In November, the Department of Labor clarified that restaurants can only use the tip credit when employees spend less than 20 percent of hours worked or less than 30 minutes continuously on non tip-producing work. Otherwise, they must pay the full federal minimum wage. The new rule is scheduled to go into effect on December 28. 

During the Trump administration, rules were relaxed on restaurant operators enforcing the 80/20 rule, meaning side work was generally counted as tip-supporting. But the Biden administration has brought back the regulation from the Obama era.

“Tasks such as getting the restaurant ready for customers, restocking items during meal service, cleaning, and closing down the restaurant at the end of the day have long been an integral part of the tipped occupations commonly found in restaurants,” Emily Williams Knight, the Texas Restaurant Association’s president and CEO, said in a statement. “Because restaurant employees often move rapidly from one task to another throughout a shift, there is no practical way for an employer to keep the task-by-task records the administration’s regulations would demand to avoid potential liability."

She added, “Operators are exhausted after a very difficult 20 months of the pandemic.
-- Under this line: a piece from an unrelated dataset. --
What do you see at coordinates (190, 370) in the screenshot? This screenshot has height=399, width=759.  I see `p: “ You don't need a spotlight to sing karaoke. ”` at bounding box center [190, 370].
Now is the wrong time to burden them with unnecessary regulations.”

Victoria Vish, an associate attorney at Ogletree Deakins, told FSR in November that the tip credit has been the subject of a political tug of war, and that the Biden administration is trying to effectively get rid of it.  
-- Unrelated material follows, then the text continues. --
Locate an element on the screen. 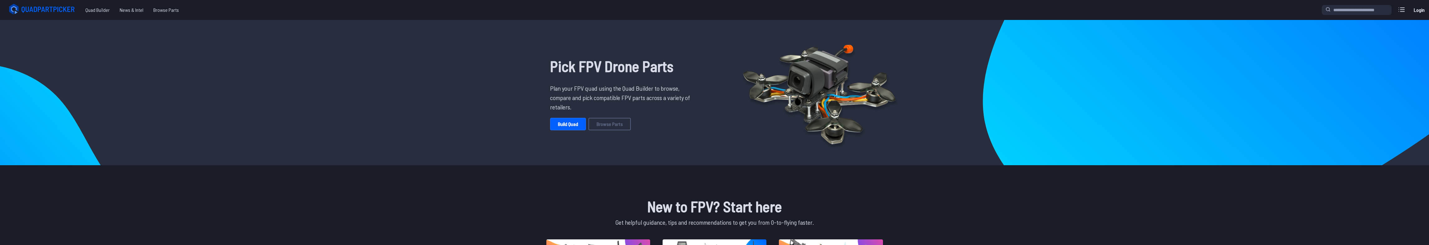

“This rule that they've now published is making it nearly impossible and impractical for employers to comply with the strict regulations,” Vish said. “The ultimate goal is likely for people to just pay full minimum wage.”

But restaurants are unhappy with the decision. The lawsuit states the ruling will "severely and irreparably harm thousands upon thousands of restaurants and their employees." The organizations note in court documents that the U.S. Small Business Administration's Office of Advocacy posed concerns about the Department of Labor's assertion that there would be no significant economic impact. 

In comments to the rule, The SBA Office of Advocacy stated the Department of Labor "omitted some and underestimated other compliance costs of this rule for small employers," including assessing changes to wage costs, the costs of regulatory familiarization, adjustment costs, and management costs. 

The Texas Restaurant Association and The Restaurant Law Center also state in court documents that the Department of Labor used data from 2018 and 2019 to estimate costs of implementing the rule, which doesn't take into account the changed landscape caused by COVID, including industrywide staffing shortages and inflationary pressures. 

"The Final Rule represents sweeping and material changes to the Department’s longstanding formal regulation relating to the tip credit," the lawsuit states. "Those sweeping and material changes will impose devastating financial burdens on industries, and restaurants in particular, that employ tipped employees. "The COVID-19 pandemic has changed both the labor market and economic situation of tipped employees. But the Final Rule fails to take any of these facts or factors into account."

Plaintiffs also argue that the Department of Labor's rule is "arbitrary, capricious, and an abuse of discretion." The organization state the Fair Labor Standards Act doesn't give the Department power to subdivide a single workweek into hours or minutes based on tipped work or to dictate the appropriate mix of tasks within a tipped occupation. 

Instead, the lawsuit contends the public policy underlying the Fair Labor Standards Act is meant to protect minimum wage rights while accommodating the long history of tipping in restaurants and other industries. 

"Congress never intended for the Department to micromanage restaurant employment at the task level, nor did it ever give the Department the authority to do so," the lawsuit states.